Advertisement

Case of autistic Marine brings recruiting problems to the forefront

Faced with quotas, a few recruiters are taking shortcuts that allow those unfit for service into the military.

By Tony Perry|July 06, 2009

Reporting from San Diego — A few days after he arrived at boot camp here, Joshua Fry no longer wanted to be a Marine.

He was confused by the orders drill instructors shouted at him. He was caught stealing peanut butter from the chow hall. He urinated in his canteen. He talked back to the drill instructors. He refused to shave.


Advertisement

Finally, he set out toward the main gate as if to head home. He was blocked, but now he had the chance to tell his superiors a secret: He was autistic. Fry figured this admission would persuade the Marines to let him return to the group home in Irvine for disturbed young adults where he lived when he enlisted.

Instead, he was sent back to Platoon 1021, Company B. The drill instructors became more helpful, and in April 2008 he finished the grueling 11-week regimen and was sent to Camp Pendleton for infantry training.

Within weeks he was under arrest for desertion and possession of child pornography.

Documents in Fry's court-martial detail a troubled upbringing and a Marine career that was both improbable and misbegotten from the start.

But far from being a routine instance of a young man unable to adjust to military life, the Fry case has exposed an awkward issue for the Marines and other military services: Recruiters sometimes take ethical shortcuts to make their quotas at a time when Americans have tired of the nation's wars and finding recruits is difficult.

According to court documents, Fry's recruiter knew he was autistic. The Marine Corps is investigating the recruiter's conduct.

Compared with the large number of enlistees each year, the number of allegations against recruiters is small and the number substantiated even smaller. But a report by the State Department, prompted by concerns in Congress, concluded that even a small number of misconduct cases "fosters distrust of the military [and] such distrust makes recruiting for all even more difficult."

The Marine Corps has the highest percentage of substantiated misconduct claims. In the last three fiscal years, 265 Marine recruiters have been relieved of duty for misconduct, most commonly for hiding negative background factors.

Autism is not among the conditions that automatically bar a would-be recruit. But, if Navy doctors had known of the diagnosis, Fry would have been evaluated more skeptically during the pre-boot camp medical examination and most likely would have been rejected.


# Assigned task:
Each line from the opening of the listing below through the line that contains "Image is 980x443 pixels." is to be output exactly as written.
[[ Record excerpts, beginning ]]
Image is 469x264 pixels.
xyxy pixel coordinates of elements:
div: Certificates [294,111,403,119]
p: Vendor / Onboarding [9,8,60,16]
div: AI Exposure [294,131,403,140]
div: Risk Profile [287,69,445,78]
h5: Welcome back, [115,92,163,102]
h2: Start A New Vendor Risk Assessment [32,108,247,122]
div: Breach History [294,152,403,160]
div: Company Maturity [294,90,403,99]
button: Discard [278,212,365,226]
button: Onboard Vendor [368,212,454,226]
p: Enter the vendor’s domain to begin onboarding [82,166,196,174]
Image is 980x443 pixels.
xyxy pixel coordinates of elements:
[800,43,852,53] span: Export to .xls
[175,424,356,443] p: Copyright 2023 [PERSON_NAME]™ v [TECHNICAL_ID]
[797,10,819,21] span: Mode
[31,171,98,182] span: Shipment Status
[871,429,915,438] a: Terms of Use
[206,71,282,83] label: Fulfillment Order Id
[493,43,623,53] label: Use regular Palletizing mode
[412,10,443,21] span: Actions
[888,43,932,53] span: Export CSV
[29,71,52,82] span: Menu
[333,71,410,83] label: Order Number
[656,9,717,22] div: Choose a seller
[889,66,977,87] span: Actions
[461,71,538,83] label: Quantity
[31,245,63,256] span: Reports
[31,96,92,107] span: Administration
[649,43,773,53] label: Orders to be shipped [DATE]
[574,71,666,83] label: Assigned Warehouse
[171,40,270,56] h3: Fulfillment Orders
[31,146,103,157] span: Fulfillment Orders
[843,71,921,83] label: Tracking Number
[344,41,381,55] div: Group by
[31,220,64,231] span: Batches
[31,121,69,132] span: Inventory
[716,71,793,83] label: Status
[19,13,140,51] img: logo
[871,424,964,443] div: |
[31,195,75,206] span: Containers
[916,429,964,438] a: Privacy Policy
[[ Record excerpts, end ]]
# Result for this exercise:
Image is 469x264 pixels.
xyxy pixel coordinates of elements:
div: Certificates [294,111,403,119]
p: Vendor / Onboarding [9,8,60,16]
div: AI Exposure [294,131,403,140]
div: Risk Profile [287,69,445,78]
h5: Welcome back, [115,92,163,102]
h2: Start A New Vendor Risk Assessment [32,108,247,122]
div: Breach History [294,152,403,160]
div: Company Maturity [294,90,403,99]
button: Discard [278,212,365,226]
button: Onboard Vendor [368,212,454,226]
p: Enter the vendor’s domain to begin onboarding [82,166,196,174]
Image is 980x443 pixels.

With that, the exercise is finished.